H.L.A. Hart had given us in The Concept of Law (1961) a good general way of looking at legal systems: clear, subtle, and elegant in its finely honed separation of moral judgment from legal judgment. At the beginning it seemed that Dworkin was just criticizing some of Hart’s theses—he rejected the idea that every legal system had a master-rule for recognizing which rules were rules of law and which ones were not; he disagreed emphatically with the defining thesis of legal positivism—still the dominant view in legal philosophy—that legal arguments need not involve moral judgment or moral argumentation; and he maintained that there were right answers in hard cases even when judges weren’t sure how to find them. (On Hart’s view, judges simply gave up the hunt and made new law for hard cases.) So one learned to immerse oneself in these disputes and take sides, arguing about them with friends and colleagues.
But gradually there was also a sense that Dworkin was adding a bit of living color to the austere black and white of legal positivism and perhaps even beginning to change the game of jurisprudence altogether.
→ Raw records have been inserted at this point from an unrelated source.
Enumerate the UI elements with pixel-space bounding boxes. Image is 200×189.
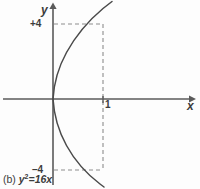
parabola-lower-branch <box>53 99 104 187</box>
y-axis-label: y <box>41 4 48 16</box>
equation-remainder: =16x <box>29 173 53 185</box>
dashed-guides <box>54 24 103 170</box>
y-tick-label-plus-4: +4 <box>30 19 41 29</box>
figure-parabola-y2-16x: y x +4 –4 1 (b) y2=16x <box>0 0 200 189</box>
x-axis-label: x <box>187 100 194 112</box>
figure-caption: (b) y2=16x <box>3 172 52 184</box>
y-axis-arrowhead <box>49 3 56 10</box>
caption-equation: y2=16x <box>19 173 52 185</box>
caption-prefix: (b) <box>3 173 16 185</box>
x-tick-label-one: 1 <box>105 100 111 110</box>
x-axis <box>3 95 196 102</box>
parabola-upper-branch <box>53 2 112 100</box>
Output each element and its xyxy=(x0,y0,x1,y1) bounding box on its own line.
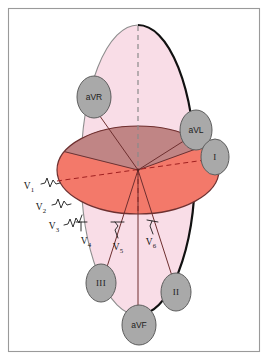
lead-label-V2: V2 xyxy=(36,202,47,213)
lead-label-I: I xyxy=(213,152,216,162)
ecg-lead-vector-diagram: aVR aVL I II III aVF xyxy=(0,0,268,360)
lead-label-III: III xyxy=(96,278,106,288)
lead-label-aVF: aVF xyxy=(131,320,147,330)
lead-marker-aVR[interactable]: aVR xyxy=(77,76,111,118)
figure-root: aVR aVL I II III aVF xyxy=(0,0,268,360)
lead-label-aVR: aVR xyxy=(86,92,103,102)
v2-leader xyxy=(52,199,71,208)
v3-leader xyxy=(64,215,82,227)
lead-label-V3: V3 xyxy=(49,221,60,232)
electrical-center-point xyxy=(137,169,140,172)
lead-marker-III[interactable]: III xyxy=(86,264,116,302)
lead-marker-I[interactable]: I xyxy=(201,139,229,175)
lead-label-aVL: aVL xyxy=(188,125,203,135)
lead-marker-II[interactable]: II xyxy=(161,273,191,311)
lead-label-II: II xyxy=(173,287,180,297)
v1-leader xyxy=(41,178,60,187)
lead-label-V1: V1 xyxy=(24,181,34,192)
lead-marker-aVF[interactable]: aVF xyxy=(122,305,156,345)
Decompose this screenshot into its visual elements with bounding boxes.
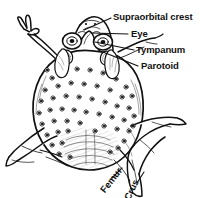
label-parotoid: Parotoid [141, 61, 179, 71]
toad-line-drawing [0, 0, 203, 198]
label-supraorbital-crest: Supraorbital crest [113, 12, 193, 22]
label-tympanum: Tympanum [136, 45, 185, 55]
left-forelimb [18, 15, 59, 62]
toad-anatomy-figure: Supraorbital crest Eye Tympanum Parotoid… [0, 0, 203, 198]
label-eye: Eye [131, 29, 148, 39]
left-eye [63, 33, 82, 49]
nostril-left [85, 23, 87, 25]
left-pupil [70, 39, 75, 43]
left-parotoid [55, 49, 69, 78]
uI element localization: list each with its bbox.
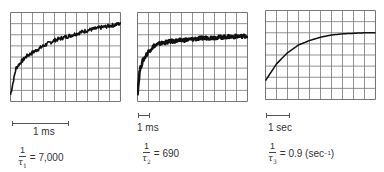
oscilloscope-grid-2 [137,12,248,102]
numerator-1: 1 [19,146,26,157]
time-scale-bar-2 [138,113,150,118]
oscilloscope-grid-1 [10,12,121,102]
rate-value-3: = 0.9 (sec [280,148,324,159]
time-scale-label-2: 1 ms [137,122,159,133]
rate-formula-3: 1τ3 = 0.9 (sec−1) [268,142,334,165]
rate-formula-1: 1τ1 = 7,000 [18,146,63,169]
rate-formula-2: 1τ2 = 690 [142,142,179,165]
oscilloscope-grid-3 [265,10,376,100]
numerator-2: 1 [143,142,150,153]
rate-value-1: = 7,000 [30,152,64,163]
tau-subscript: 1 [23,162,27,169]
rate-value-2: = 690 [154,148,179,159]
time-scale-label-1: 1 ms [33,126,55,137]
rate-close-3: ) [331,148,334,159]
time-scale-bar-3 [266,113,290,118]
tau-subscript: 3 [273,158,277,165]
time-scale-label-3: 1 sec [268,122,292,133]
tau-subscript: 2 [147,158,151,165]
unit-exponent-3: −1 [324,150,331,156]
numerator-3: 1 [269,142,276,153]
In a tribute that I delivered at NYU in 2006, I said that Hart had laid down some clear pathways, set out some main lines and structures for thinking about law and legal systems. It was Dworkin who brought that landscape to life, insisting that Hart’s austere pathways had to be tested against the actual practice of lawyers and judges.
That gave us a living jurisprudence and, once we had it, we could see how to take seriously forms of legal reasoning which—to the bewilderment and confusion of positivists, pragmatists, and all sorts of skeptics—have lawyers and judges delving doggedly into the books of the law again and again to search for legal answers to hard cases, rather than admitting defeat just because they cannot find a case or a text exactly on point.
And suddenly one found oneself in a different landscape altogether. Law—the practice of law and legal argumentation—was a matter of thoughtfulness, not just the predictable application of rules and the arbitrary substitution of something else for the legal rules when the rules failed to provide determinate guidance. The rule of law—or legality, as Dworkin called it—respected the focused resolute application of moral intelligence to difficult problems, and it credited the capacity of citizens and their advocates to argue their way through an understanding of the bearing of legal norms—and the legal system as a whole—on their position.
ADVERTISEMENT
The positivists’ separation of law and morality was left far behind. Legal reasoning was a form of moral reasoning. Certainly, it was a complicated form of moral reasoning. It embodied judgments about the moral importance of coherence with past enactments and past decisions that ordinary moralizing did not concern itself with. Nevertheless it was moral reasoning—that was the bold and startling character of Dworkin’s contribution.
These propositions are easy enough to gesture at in the imprecise language of a memoir. Ronald Dworkin actually figured them out, and he argued for them clearly and elaborately. Many of his opponents continue to treat his thought as though it were just a critique of Hart. But some of us have seen it as something new in jurisprudence, and we know that there is important work to be done in its wake. That is the way I hope to honor Dworkin’s memory—by carrying his jurisprudence forward in ways that do justice to the breadth and generosity of his vision.
Jeremy Waldron is a professor of law at New York University and a professor of social and political theory at the University of Oxford.